I don't consider myself a celebrity. That would be kind of sad.
— Adam Driver
The military community in particular, I think, could always be more supported, especially people who are being processed out of the military and trying to readjust to being civilians.
I think it's a common misconception in the civilian community that the military community is filled with just drills and discipline and pain. They forget that these are humans who are in an abnormal situation.
Working on 'Girls' opened up a lot of opportunity for me. It's like a dream job. It's a dream.
I own a guitar, a piano, a bass.
If there's one organization in the United States that could work on its communication skills, it's the military.
With brain and body, it's great if you have a connection between the two, but when separated, that leads to a lot of conflict.
You always read stories of people going out to California and making it as an actor with, like, two dollars, so I figured I'd try it.
I trained myself, whenever I walk into auditions, to hate everyone in the room.
In the Marine Corps, everything had a purpose.
I'm not fashionable.
With 'Girls'... I feel like there's an impulse to try to make it look better or neater or more perfect, and when I watch theater, television, movies, it's always the imperfection I'm always more attracted to.
I think it's good to live an artful life.
I saw the pilot for 'Girls' about six months before it aired.
I studied Morse code.
I have this really big face.
You have friends, and they die. You have a disease, someone you care about has a disease, Wall Street people are scamming everyone, the poor get poorer, the rich get richer. That's what we're surrounded by all the time.
I wish I could pull shorts off. My wife tells me that I just can't. But that's okay. I'm tall, I can do other things, like change light bulbs.
I've seen incredible acts of humanity in the military because people put themselves aside, and it's about the other person.
Sophocles was a general: a warrior writing plays about military situations.
I don't really have foresight as an actor as far as career trajectory - I just stick to no-brainer situations.
I don't know what else you could do that is more vulnerable - maybe dancing - than singing.
I want to show that theater isn't just talking about feelings or people wearing tights.
Any actor is happy to be involved with something that's challenging, controversial, and not easily palatable. Things that are too dumbed down or easy to swallow are uninteresting... It's good when people have such a polarizing response.
There's so much emphasis on Daniel Day-Lewis and his process, which is appropriately his own. But I was just blown away by his generosity as an actor. He's so giving as an actor that he just naturally commands the focus on set.
Just being in the military, you're so violent. We got into fights about just random things all the time.

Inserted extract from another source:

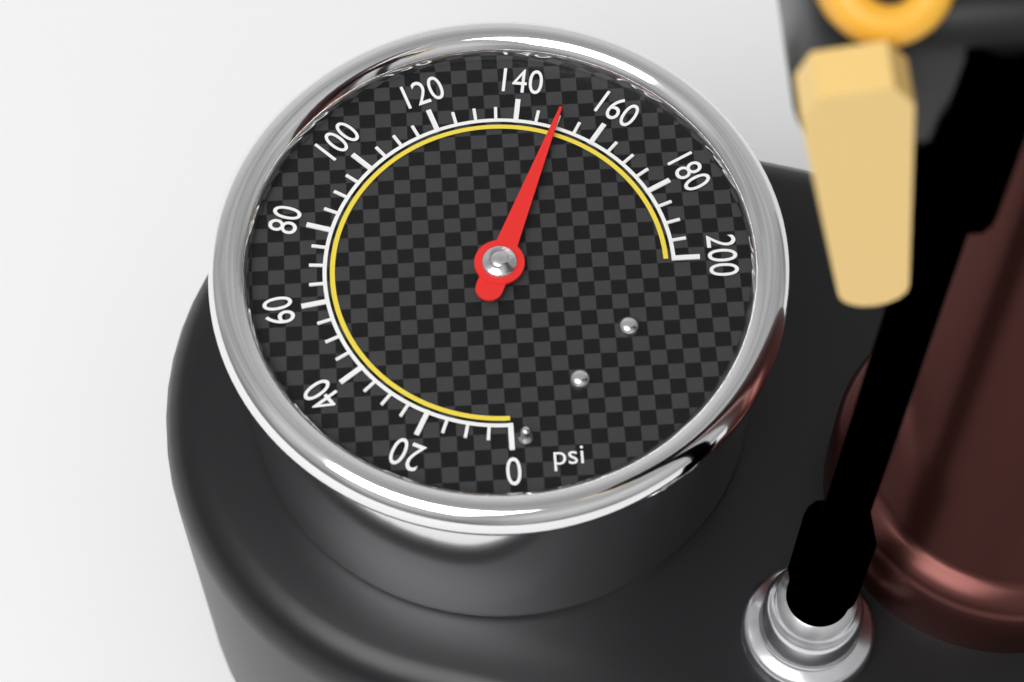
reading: 150 psi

I don't think as aggressively as I did when I was in the Marine Corps.
The first job I got was this TV job in this show called 'The Unusuals.' Then I did a play called 'Slipping,' and at the same time I was rehearsing another play at Playwrights Horizons, and that kind of snowballed into a bunch of plays.
I was having an argument with my stepfather, and he was like, 'Why don't you join the Marine Corps?' And I was like, 'Noooo! Well, maybe, actually... ' I went and saw the recruiter, who was like, 'Are you on the run from the cops? Because we've never had someone want to leave so fast.'
When I happened to get into school, I felt like I could approach it as aggressively as things in the military.
The Marine Corps is supposed to be the toughest and most rigorous of its class.
Obviously, 'Lincoln' is not about the telegraph operator. There's a whole other movie before and after the two isolated scenes that I'm in.
When I read for 'Girls,' I was like, 'The script says 'Handsome Carpenter,' so someone else is going to get the part. They'll have someone handsome, not me.'
I'm like a sight gag.
I'm not such a big fan of having a linear answer to things.
I can tell more about my weaknesses than my strengths.
I was an infantry Marine, and there are only so many things you can do when you get out of the military that you can apply your job to. Either a janitor or a cop. I tried to do both of those things because what else are you going to do?
College wasn't something I saw myself doing.
The most you play a character in the theater is, like, a couple months, and then you put it away.
My wife changes the way that I dress. She makes me dress nicer than I want to dress. I feel like I perpetually dress like a 14-year-old boy, and she makes me stand up straight and wear clean clothes.
People always are desperate to have others acknowledge that they are different.
There's something really exciting about playing someone where you're given license to be unpredictable.
Writers are so important.
When you get out of the Marine Corps, you feel like you can do anything.
I'm one of those crazy people, if I'm watching the trailer for a movie and I'm really excited by it, I'll turn it off because I don't want to know anything. I want to be surprised because I love that more than knowing anything.
I feel like I have to move violently once a day, or I'll lose my mind.
I like everything I do to have some kind of meaning.
My plan was to be able to make a living as an actor.
Interesting things always come from being really exhausted and really sick.
Costume people are always saying they don't have clothes big enough for me.
We don't understand why we're here, no one's giving us an answer, religion is vague, your parents can't help because they're just people, and it's all terrible, and there's no meaning to anything.